Tonight the Orange County commissioners will consider recommendations from the county's Human Relations Commission to make sure the sheriff's department's implementation is "as transparent and socially just as possible."

The commission is asking the county to:

Ask the sheriff's office to issue citations, rather than making arrests, for minor misdemeanors such as driving without a license. The city of Durham has already adopted this policy.

Keep tabs on the number and types of criminals being detained through the program every three months.

Establish a complaint procedure for cases involving racial profiling or minor offenses.

Give officers training to avoid profiling.

"Because the consequences of someone being arrested ... can now include deportation and the separation of families, it is essential that local law enforcement officers exercise a high level of vigilance to prevent racial profiling," the commission wrote in a memo to the county commissioners.

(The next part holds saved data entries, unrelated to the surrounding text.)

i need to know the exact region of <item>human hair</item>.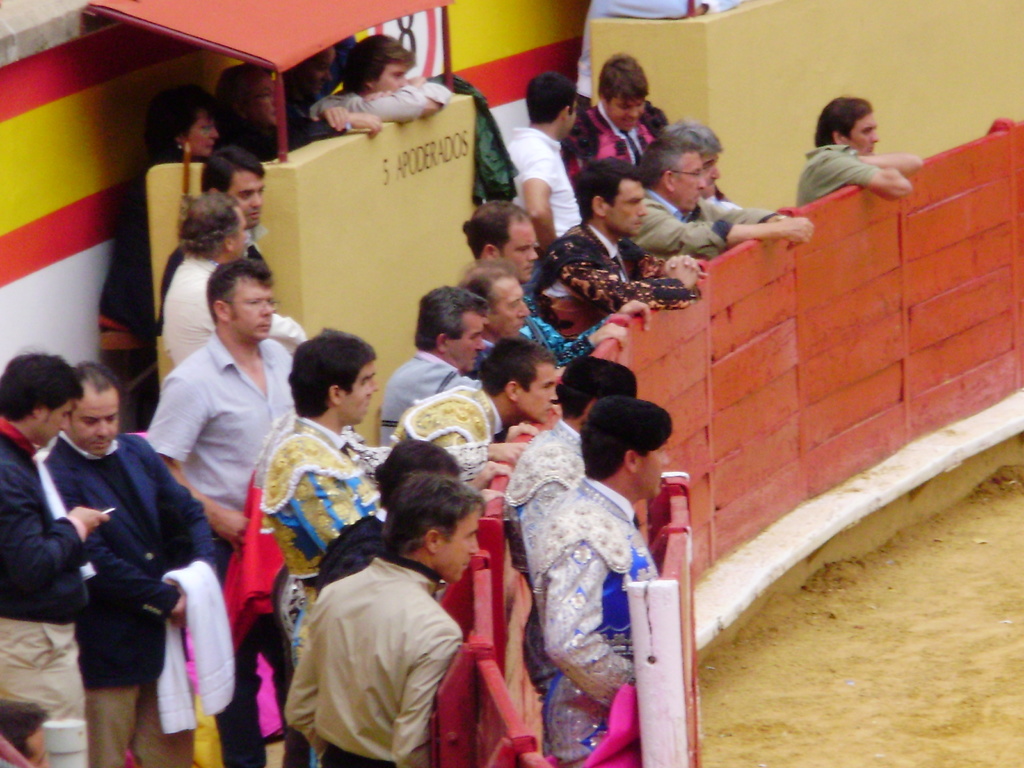
Region: (147, 87, 222, 161).
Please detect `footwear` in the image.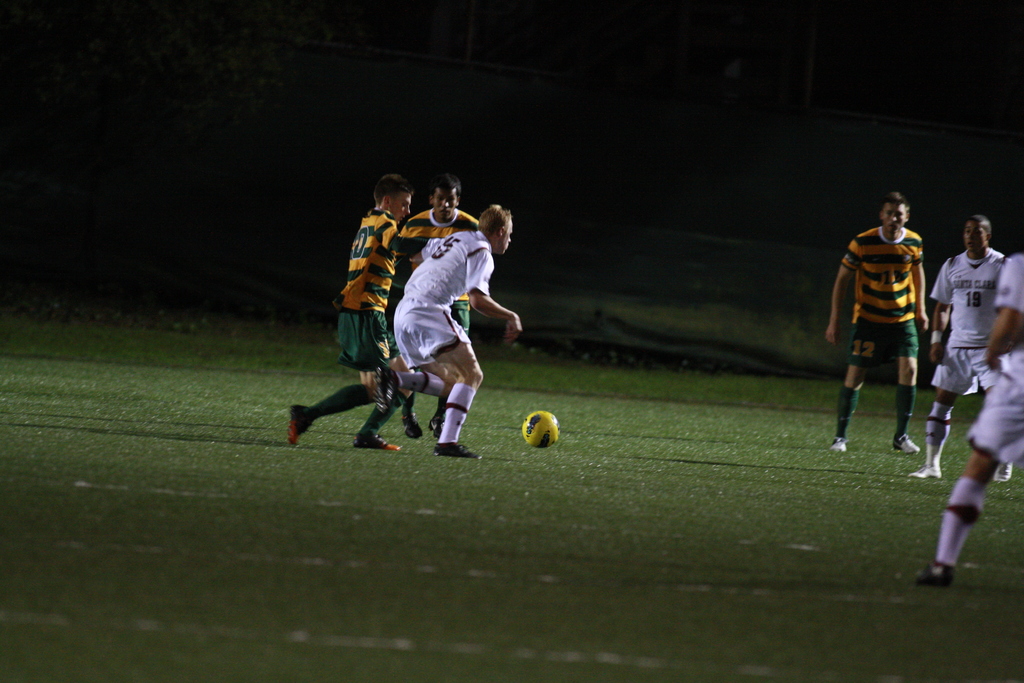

Pendergrass said most of the recommendations are unnecessary because racial profiling is not a problem in his department and deputies are already issuing citations where appropriate. Of 221 Hispanics stopped in traffic over the past two years, 143 have been issued warnings and not even citations, he said. Those stops make up about 15.5 percent of the total stops for all ethnicities. Hispanics comprise 6.3 percent of the county's population, according to the U.S. Census Bureau, but census figures for Hispanics are often lower than the actual population because undocumented immigrants are difficult to survey.

"I've got a good idea of what my people are doing out there on the road," Pendergrass said. "We're not running wholesale on those people."

The Human Relations Commission gave the county commissioners a recent report from the Immigration Policy Center citing ICE statistics showing that, nationwide, fewer than 10 percent of criminal aliens had been charged or convicted of major drug offenses or violent crimes.